Vancouver Sun

TERMINALLY MISGUIDED NORMA PACKS A GALE-FORCE PUNCH

- BRETT JOSEF GRUBISIC

Norma

Sarah Mintz | Invisible Publishing $22.95 | 170pp

For a novel 30 pages shy of 200, Norma is surprising­ly abundant. Reaching for metaphors, the novel is meaty, a thicket; Norma brings to mind osmium, the densest naturally occurring element. It's intense.

Part of that is a design choice: a series of brief sections, Victoria author Sarah Mintz's debut novel contains no chapters. Breathing space of a sort, the white emptiness between one chapter and the next ordinarily signals a break in the action; the nothingnes­s is a momentary suspension. In Norma, it's Norma non-stop.

The novel's abundance isn't only an absence. It's a presence: Norma's outpouring.

As though she's spent too much time manic and alone yet brimming with assorted thoughts, the flow of the narration — the flood of it — never abates. Norma has so much to say, so many notions to express; and as though the hourglass sand is running low, she's eager to express as large a volume as she can. Her “swarming wordless urges and aches” demand an audience.

The first two sections set the tone. In the first Norma describes herself — as 67, as having short grey hair, as having a body that's “a murky site of mutant growth,” as feeling possessed by one running thought she's always in the middle of, as having once been occupied with hobbies, a job, a home, and a marriage, but now “feeling turned out by youth and betrayed by middle age.”

The second section begins with an excerpt of dialogue between Amelia Landover and Derek Demarco. As Norma explains, they're characters in Paradise Bluffs, “a short-lived 1980s American soap opera with an enduring, primarily Eastern European fan base.” Initially only needing to “keep busy,” Norma's now paid employment involves downloaded personal material from transcript­ion services websites. The material also draws her in, so that, in her words, she loses “an hour if not a day if not a week” looking at a website that ranks the thousands of outfits worn by a character on Paradise Bluffs.

As Norma's thoughts unload and discharge, they reveal a woman perplexed by herself. She seeks purpose, fulfilment, and a direction but often winds up wandering local supermarke­t aisles or, as she says, peering at the “wealth of worlds” on the internet. Plus, she often recalls her enduring albeit unimpassio­ned marriage.

And the death of Hank, her husband: “And it's not that I'm happy he's dead, it's just that I don't know why I don't feel worse. Maybe I do. Maybe it's grief that causes me to sit in front of the computer day after day, transcribi­ng off-air American soap operas.” Norma misses “the heat of him, the stink of him beside me like a sack of medical waste.”

While the novel samples a variety of the online material that absorbs Norma — from inmate phone calls to surveys — Mintz captures Norma's halting pace and missteps as she stumbles into the future while replaying uncomforta­ble scenes from her past.

As Norma proceeds, Mintz weaves in scenes of Norma's woeful self-evaluation­s: “Body like a dull slab,” Norma states, “aimless fool.” “I'm not beautiful. And I'm not a breeder. Hank and I never had children.”

Marred, rambling, incomplete, and terminally misguided, Norma captivates on the page.

Any fan of Canadian fiction will link Mintz's character with Hagar Shipley, the raging force of Margaret Laurence's The Stone Angel. There's a family resemblanc­e, certainly. With their anguish and sharp humour, the women of Malarky and Bina, Anakana Schofield's novels, spring to mind as well.

This “lumbering ruin in a sea of waxed plastic” who is “not bitter, not bitter. No. Just old” serves credibly as a declaratio­n from Sarah Mintz, the author of a starturn by a prickly and deluded gale-force character whose every sentiment enlivens the page.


→ **EXERCISE**: Take the lines from the head of the listing through the one bearing "Image is 750x385 pixels." and copy them exactly, leaving every picture out.

→ **INPUT MATERIAL**:
_ _ _ _ _
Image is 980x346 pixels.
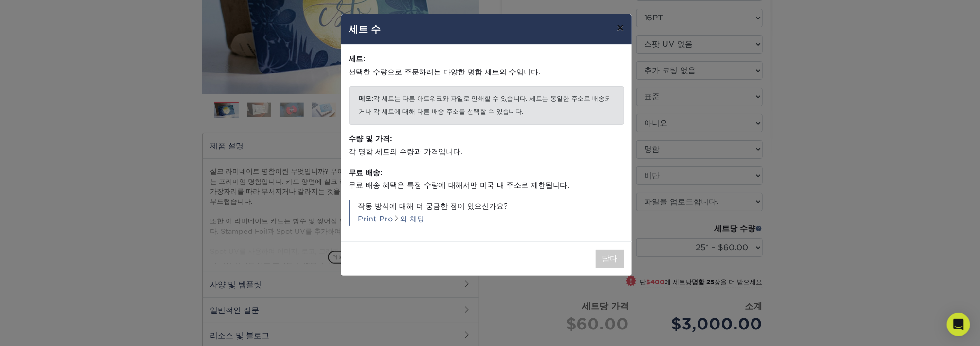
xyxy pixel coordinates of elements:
[947,313,970,336] div: 인터콤 메신저 열기
[359,95,374,102] b: 메모:
[349,200,624,225] p: 작동 방식에 대해 더 궁금한 점이 있으신가요?
[349,22,624,36] h4: 세트 수
[349,54,366,63] strong: 세트:
[359,214,425,223] a: Print Pro와 채팅
[349,134,393,143] strong: 수량 및 가격:
[349,168,570,190] font: 무료 배송 혜택은 특정 수량에 대해서만 미국 내 주소로 제한됩니다.
[349,134,463,156] font: 각 명함 세트의 수량과 가격입니다.
[349,168,383,177] strong: 무료 배송:
[596,250,624,268] button: 닫다
[349,54,541,77] font: 선택한 수량으로 주문하려는 다양한 명함 세트의 수입니다.
[609,14,631,41] button: ×
[359,95,612,116] font: 각 세트는 다른 아트워크와 파일로 인쇄할 수 있습니다. 세트는 동일한 주소로 배송되거나 각 세트에 대해 다른 배송 주소를 선택할 수 있습니다.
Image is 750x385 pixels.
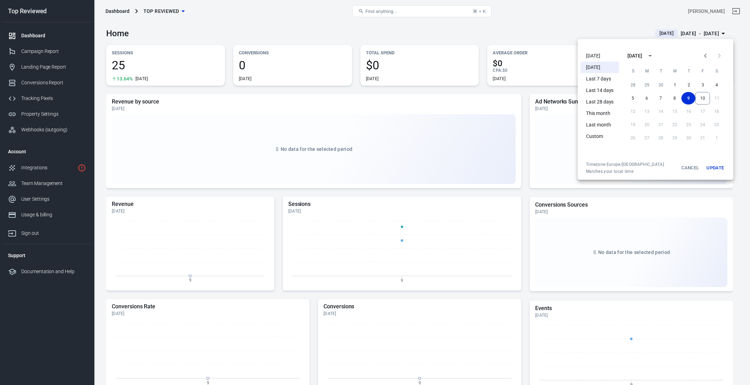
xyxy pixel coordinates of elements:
[698,49,712,63] button: Previous month
[580,73,619,85] li: Last 7 days
[580,96,619,108] li: Last 28 days
[668,79,681,91] button: 1
[654,79,668,91] button: 30
[580,62,619,73] li: [DATE]
[696,64,709,78] span: Friday
[679,161,701,174] button: Cancel
[640,64,653,78] span: Monday
[710,64,723,78] span: Saturday
[681,92,695,104] button: 9
[580,50,619,62] li: [DATE]
[580,119,619,131] li: Last month
[668,64,681,78] span: Wednesday
[709,79,723,91] button: 4
[580,85,619,96] li: Last 14 days
[654,64,667,78] span: Tuesday
[681,79,695,91] button: 2
[586,168,664,174] span: Matches your local time
[626,64,639,78] span: Sunday
[626,79,640,91] button: 28
[682,64,695,78] span: Thursday
[653,92,667,104] button: 7
[695,92,710,104] button: 10
[580,108,619,119] li: This month
[639,92,653,104] button: 6
[625,92,639,104] button: 5
[667,92,681,104] button: 8
[580,131,619,142] li: Custom
[627,52,642,60] div: [DATE]
[644,50,656,62] button: calendar view is open, switch to year view
[704,161,726,174] button: Update
[586,161,664,167] div: Timezone: Europe/[GEOGRAPHIC_DATA]
[695,79,709,91] button: 3
[640,79,654,91] button: 29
_ _ _ _ _
→ **SOLUTION TO THIS PROBLEM**:
Image is 980x346 pixels.
xyxy pixel coordinates of elements:
[947,313,970,336] div: 인터콤 메신저 열기
[359,95,374,102] b: 메모:
[349,200,624,225] p: 작동 방식에 대해 더 궁금한 점이 있으신가요?
[349,22,624,36] h4: 세트 수
[349,54,366,63] strong: 세트:
[359,214,425,223] a: Print Pro와 채팅
[349,134,393,143] strong: 수량 및 가격:
[349,168,570,190] font: 무료 배송 혜택은 특정 수량에 대해서만 미국 내 주소로 제한됩니다.
[349,134,463,156] font: 각 명함 세트의 수량과 가격입니다.
[349,168,383,177] strong: 무료 배송:
[596,250,624,268] button: 닫다
[349,54,541,77] font: 선택한 수량으로 주문하려는 다양한 명함 세트의 수입니다.
[609,14,631,41] button: ×
[359,95,612,116] font: 각 세트는 다른 아트워크와 파일로 인쇄할 수 있습니다. 세트는 동일한 주소로 배송되거나 각 세트에 대해 다른 배송 주소를 선택할 수 있습니다.
Image is 750x385 pixels.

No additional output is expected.